Disc Herniation in Portland: Why Surgery Isn’t Your Only Option
You’ve been told the disc is just wearing out. That aging is the cause. That surgery is probably your only real fix. If you’re sitting with that diagnosis and a growing list of things you can’t do anymore, we want you to hear something different — because the story you’ve been given is missing some important pieces.
What’s Really Going On With Disc Herniation
Here’s the logic gap most patients are never walked through: if aging tissue were the cause of disc herniations, every older adult would have one. That’s just not what the data shows. Plenty of people age without herniating a disc, and plenty of people do the same daily activities you do without ending up in pain. So the real question isn’t “did your tissue break down?” — it’s why did your disc, specifically, herniate where it did?

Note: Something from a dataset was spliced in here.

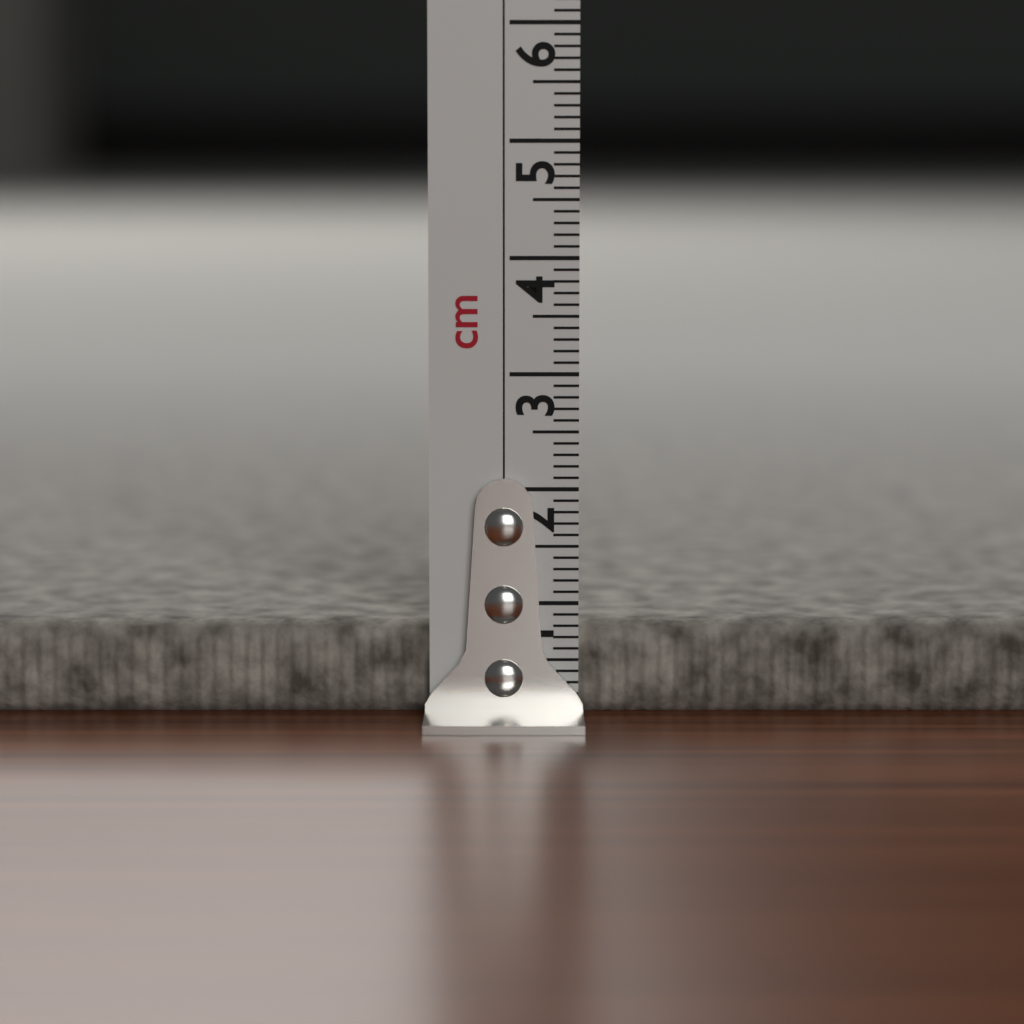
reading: 0.8 cm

At Move Better, we don’t accept “your tissue just gave out” as a satisfying answer. There’s almost always a mechanical reason — a movement pattern repeated thousands of times that loaded one specific area beyond what it was designed to handle. That’s a story about how you move, not how old you are. And it’s one that responds beautifully to a function-first approach.
The Move Better Approach to Disc Herniation
When someone walks into our clinic with a disc herniation, the first thing our team does is run them through our Movement Paradigm Scoring system. One of the most revealing tests is something deceptively simple: we watch you sit down in a chair. That single movement tells us two things almost immediately. First, how you stabilize your midline — whether your low back flexes or extends the moment you start moving (a sign you’re loading passive tissue instead of using muscle). Second, where the motion initiates — and in patients with disc herniations, it almost always starts at the knees instead of the hips. That second pattern is the quiet culprit. When you initiate from the knees, you completely unload the powerful muscles around the pelvis — your glutes, hamstrings, quads, adductors. The lumbar spine ends up doing the work those big muscles should be doing. Repeat that thousands of times over years, and you have your why to the disc herniation.

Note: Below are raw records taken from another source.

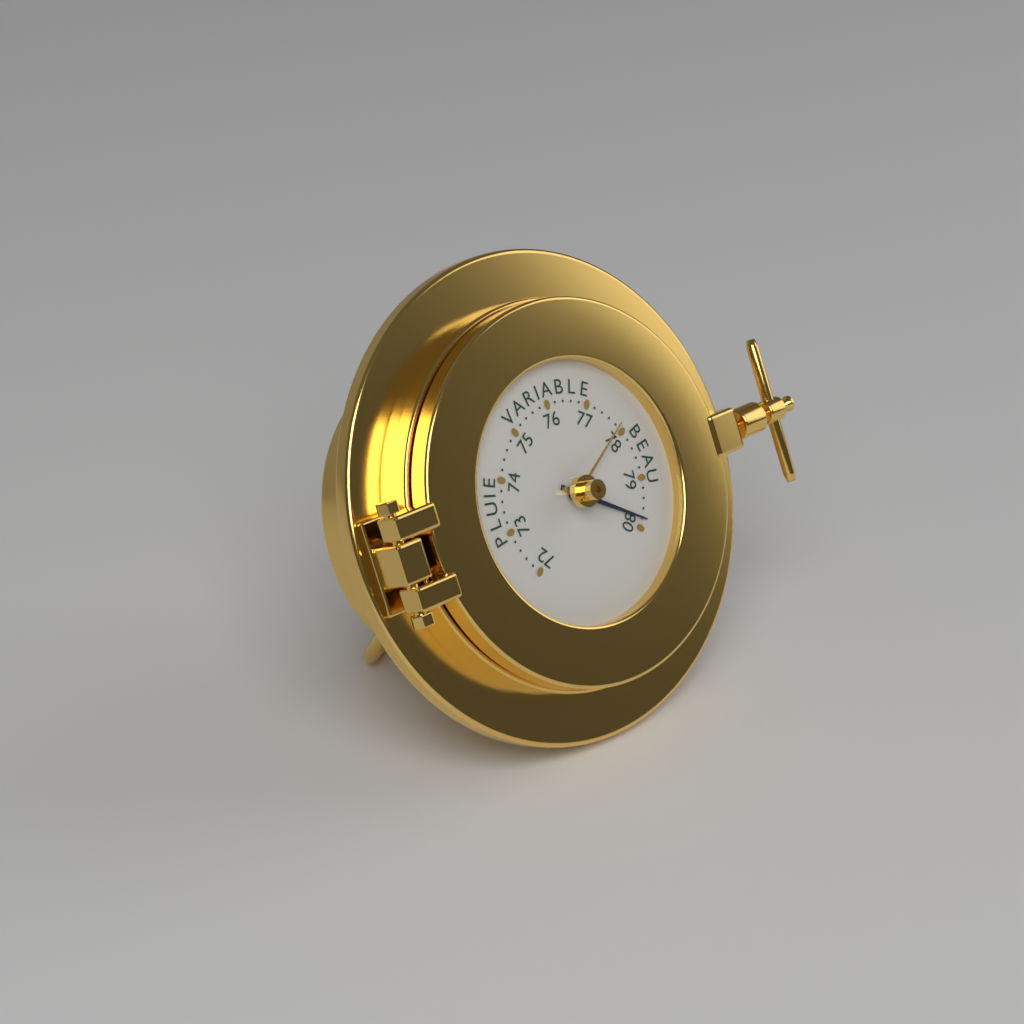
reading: 79.8 (no unit)
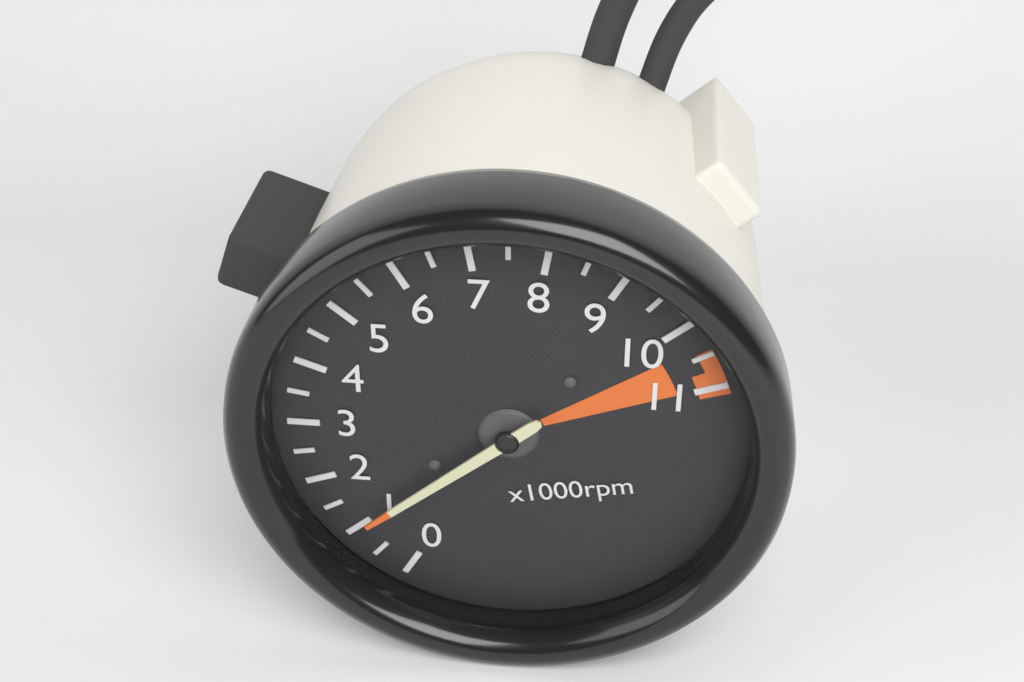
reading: 1.0 x1000rpm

What Our Patients Experience
The good news is this any pattern is teachable. We start with two simple focuses: bracing your midline (we often begin lying on your back, learning what abdominal pressure actually feels like), then transferring that to standing. From there, we re-pattern how you load — initiate from the hips, push the ground away with your feet, let the big muscles do their job. That small cue, push your feet into the floor, has incredible power. Every can intuit and feel that the back does not push your feet down. It certainly can bring your spine away from the ground, but not push feet away. So when we shift your focus to foot pressure, the back naturally exits the equation.
Most of our patients see significant changes in pain and function within about six weeks. That’s phase one. Phase two is where we slowly add load to create real structural change in the tissue. Phase three is where we push capacity — strength training that cements the new pattern so deeply your body defaults to it under stress. Disc tissue heals more slowly than muscle, so we respect that timeline. But “slower than muscle” is very different from “needs surgery.” Most of the patients we see avoid the operating room entirely.
The Insight Most People With Disc Herniation Are Missing
Here’s what gets lost in the standard conversation, as our clinician Dr. Q often points out: the disc isn’t failing because it’s old. It’s failing because it’s being asked to move in ways it wasn’t designed to handle. Every time you sit, stand, or pick something up by flexing and extending through your lumbar spine with compressive forces to the disc instead of sending most of that work by hinging at your hips, the disc and the ligaments behind it stretch and compress. Over and over and over. That’s not aging. That’s a repetitive loading problem — and repetitive loading problems are exactly the kind of thing movement-based care can fix. You don’t need to accept that your spine is just falling apart. You need someone to actually look at how you’re moving and help you change it.
Ready to Move Better?
If you’re in Portland with a disc herniation and you’ve been told surgery is your only path, we’d love to offer you a second perspective. We also want you to know that you will feel real change and real relief in one visit. Movement is medicine here, and we’ve helped a lot of people get back to lifting their kids, hiking Forest Park, and sleeping through the night without resorting to the operating room. Come see us, run through our assessment, and let’s build you a real plan with a real endpoint. Book a visit with our team — we’d be glad to help you find your way back.